■ Task prompt
Range to output from the entries below: the line containing "At what (x,y)" through the line containing "Describe the element at coordinates (348, 99)". Set it down exactly, ends included, nothing else.

■ Exercise materials
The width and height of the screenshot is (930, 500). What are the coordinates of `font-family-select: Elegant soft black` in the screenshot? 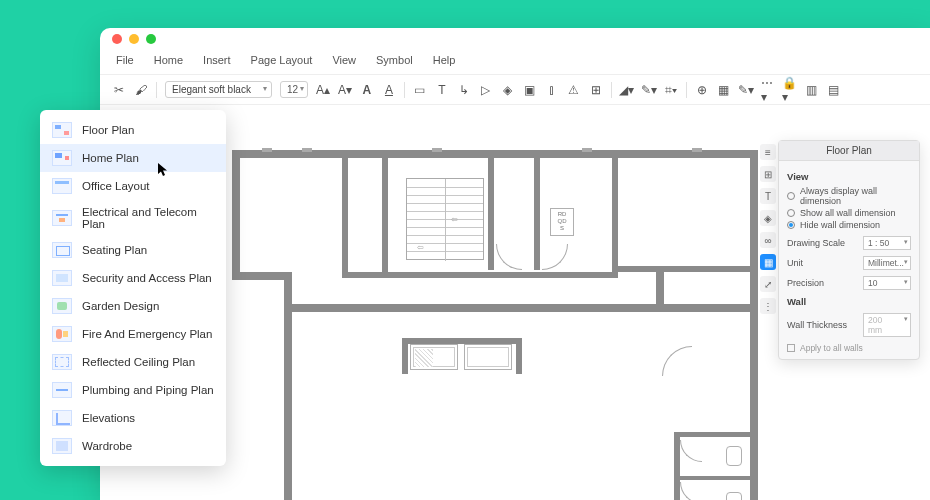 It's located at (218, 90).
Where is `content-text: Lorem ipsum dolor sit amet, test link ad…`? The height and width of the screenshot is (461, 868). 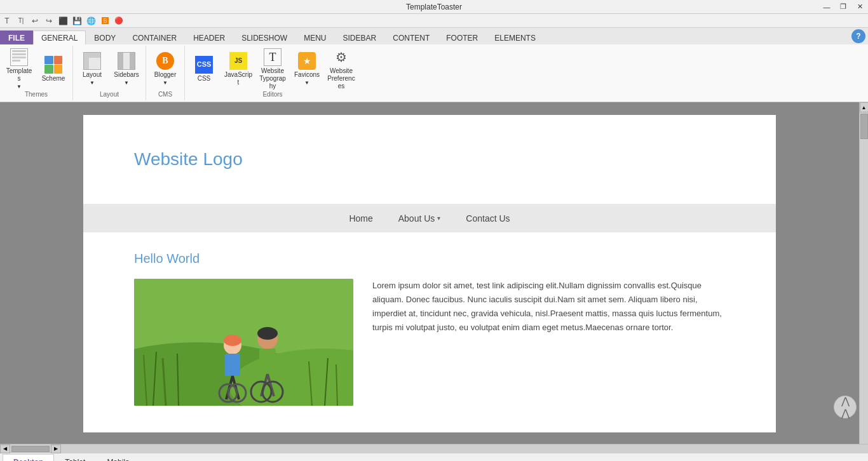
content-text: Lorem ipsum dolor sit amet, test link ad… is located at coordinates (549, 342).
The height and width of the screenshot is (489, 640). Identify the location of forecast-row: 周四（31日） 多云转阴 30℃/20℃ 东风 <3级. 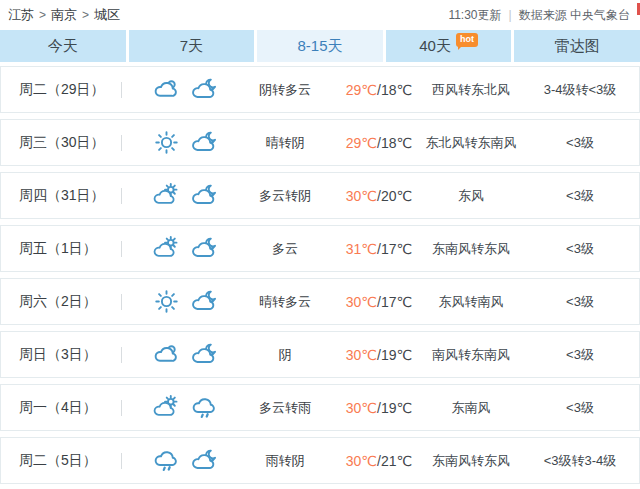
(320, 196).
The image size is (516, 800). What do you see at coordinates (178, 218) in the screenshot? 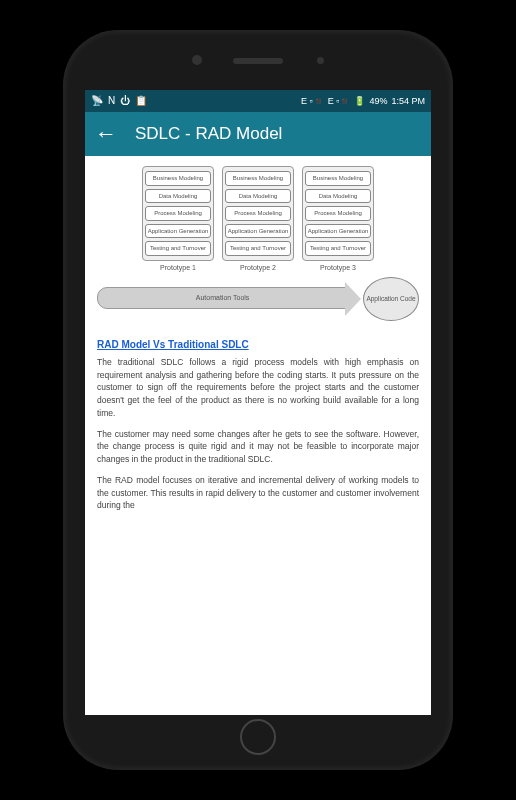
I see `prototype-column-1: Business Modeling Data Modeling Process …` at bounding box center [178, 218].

...

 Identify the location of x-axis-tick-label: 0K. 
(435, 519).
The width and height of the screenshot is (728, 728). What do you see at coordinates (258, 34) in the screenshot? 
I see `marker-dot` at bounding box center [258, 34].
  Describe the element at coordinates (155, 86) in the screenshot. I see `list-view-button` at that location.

---

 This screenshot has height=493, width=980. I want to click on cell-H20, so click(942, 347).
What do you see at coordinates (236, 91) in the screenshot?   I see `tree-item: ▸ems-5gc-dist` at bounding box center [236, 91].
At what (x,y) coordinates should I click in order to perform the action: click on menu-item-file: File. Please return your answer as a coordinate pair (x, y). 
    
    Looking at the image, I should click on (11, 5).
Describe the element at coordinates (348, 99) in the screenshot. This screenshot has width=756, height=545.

■ Answer section
At what (x,y) coordinates should I click in order to perform the action: click on menu-item-file: File. Please return your answer as a coordinate pair (x, y). 
    
    Looking at the image, I should click on (11, 5).
Describe the element at coordinates (348, 99) in the screenshot. This screenshot has width=756, height=545.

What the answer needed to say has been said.